Discovering Jesus Together
HONEST QUESTIONS

Does God Exist?

It's one of the oldest questions there is, and asking it honestly is not a sign of weak faith — it's the beginning of an honest one. Here's where many thoughtful people land, and how you can test it yourself.

No one can hand you God like an object on a table; if He's real, He's the kind of reality you reason toward and meet, not one you put under a microscope. But the question deserves better than a shrug. Several honest observations keep pointing the same direction.

First, the universe is here and didn't have to be. Everything we know that begins to exist has a cause, and the cosmos itself had a beginning. That doesn't prove a particular God, but it makes "something came from nothing, for no reason" the harder belief, not the easier one. The Bible simply opens, "In the beginning, God created the heavens and the earth" (Genesis 1:1).

Second, the world is finely, strangely ordered — physical constants tuned so precisely that life is possible at all, and a cosmos we can actually understand with mathematics. The psalmist looked up and wrote, "The heavens declare the glory of God" (Psalm 19:1). You don't have to be religious to feel the weight of that when you stand under a clear night sky.

Third, and maybe most personal: you carry around a sense that some things are truly right and others truly wrong — that cruelty is evil even when it's legal, that love and justice matter. If we're only accidents, that conviction is hard to ground. If a good God made us, it fits. Paul wrote that the moral law is "written on their hearts" (Romans 2:15), and most of us know the feeling.

None of this forces belief, and it isn't meant to bully you. But it does something important: it shows that faith in God is not a leap into the dark — it's a reasonable response to a world that looks made, a conscience that feels given, and a longing for meaning that nothing in this life fully satisfies. As Augustine put it, our hearts are restless until they rest in God.

Here's the honest test the Bible itself invites: don't try to settle it only as an argument in your head. "Taste and see that the Lord is good" (Psalm 34:8). Ask, out loud if you want — "God, if You're there, I want to know You." A sincere, open question like that has started more journeys to faith than any debate ever won. You won't be doing it alone.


### ACTIVITY:
Only one stretch of the records below should be repeated. It starts with the line containing "Describe the element" and goes on through the line containing "The width and height of the screenshot is (1071, 527).", exactly as written.
--- --- ---
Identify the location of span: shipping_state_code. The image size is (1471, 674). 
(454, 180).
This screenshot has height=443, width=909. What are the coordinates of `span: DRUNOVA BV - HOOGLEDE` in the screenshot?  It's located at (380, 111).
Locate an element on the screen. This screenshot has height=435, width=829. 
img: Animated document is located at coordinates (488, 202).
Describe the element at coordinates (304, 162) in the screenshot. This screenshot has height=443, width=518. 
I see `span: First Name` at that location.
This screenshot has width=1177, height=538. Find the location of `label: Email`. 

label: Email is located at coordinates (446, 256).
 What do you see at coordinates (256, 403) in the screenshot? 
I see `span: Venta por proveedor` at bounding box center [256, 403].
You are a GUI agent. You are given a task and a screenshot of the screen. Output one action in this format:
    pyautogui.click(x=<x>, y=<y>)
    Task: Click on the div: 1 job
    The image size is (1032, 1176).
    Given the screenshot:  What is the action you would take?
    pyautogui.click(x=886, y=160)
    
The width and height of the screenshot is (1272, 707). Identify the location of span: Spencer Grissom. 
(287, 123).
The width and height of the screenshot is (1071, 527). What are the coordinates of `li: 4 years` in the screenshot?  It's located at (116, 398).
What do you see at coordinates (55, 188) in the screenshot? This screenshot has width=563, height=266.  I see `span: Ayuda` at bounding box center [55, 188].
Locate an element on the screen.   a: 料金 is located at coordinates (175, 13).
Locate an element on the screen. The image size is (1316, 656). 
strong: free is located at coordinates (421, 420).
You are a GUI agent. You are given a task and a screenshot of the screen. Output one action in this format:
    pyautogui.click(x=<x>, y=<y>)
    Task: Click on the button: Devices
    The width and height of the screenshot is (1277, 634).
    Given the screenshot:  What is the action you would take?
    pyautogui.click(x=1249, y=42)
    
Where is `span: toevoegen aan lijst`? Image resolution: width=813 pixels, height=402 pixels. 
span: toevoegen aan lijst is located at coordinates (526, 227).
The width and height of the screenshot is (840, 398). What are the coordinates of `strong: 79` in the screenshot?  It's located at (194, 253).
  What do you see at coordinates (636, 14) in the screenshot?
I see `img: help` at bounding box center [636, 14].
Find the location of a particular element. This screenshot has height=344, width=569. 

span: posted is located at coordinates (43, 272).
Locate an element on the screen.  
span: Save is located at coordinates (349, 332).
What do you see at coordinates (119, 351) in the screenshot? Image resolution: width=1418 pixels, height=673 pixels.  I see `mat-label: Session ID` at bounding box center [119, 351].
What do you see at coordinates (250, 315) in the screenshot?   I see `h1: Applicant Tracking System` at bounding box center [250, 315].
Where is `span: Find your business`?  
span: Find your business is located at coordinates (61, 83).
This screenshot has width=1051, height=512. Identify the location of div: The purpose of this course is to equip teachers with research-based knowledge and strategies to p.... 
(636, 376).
--- --- ---
### FINAL ANSWER:
Describe the element at coordinates (304, 162) in the screenshot. This screenshot has height=443, width=518. 
I see `span: First Name` at that location.
This screenshot has width=1177, height=538. Find the location of `label: Email`. 

label: Email is located at coordinates (446, 256).
 What do you see at coordinates (256, 403) in the screenshot? 
I see `span: Venta por proveedor` at bounding box center [256, 403].
You are a GUI agent. You are given a task and a screenshot of the screen. Output one action in this format:
    pyautogui.click(x=<x>, y=<y>)
    Task: Click on the div: 1 job
    The image size is (1032, 1176).
    Given the screenshot:  What is the action you would take?
    pyautogui.click(x=886, y=160)
    
The width and height of the screenshot is (1272, 707). Identify the location of span: Spencer Grissom. 
(287, 123).
The width and height of the screenshot is (1071, 527). What are the coordinates of `li: 4 years` in the screenshot?  It's located at (116, 398).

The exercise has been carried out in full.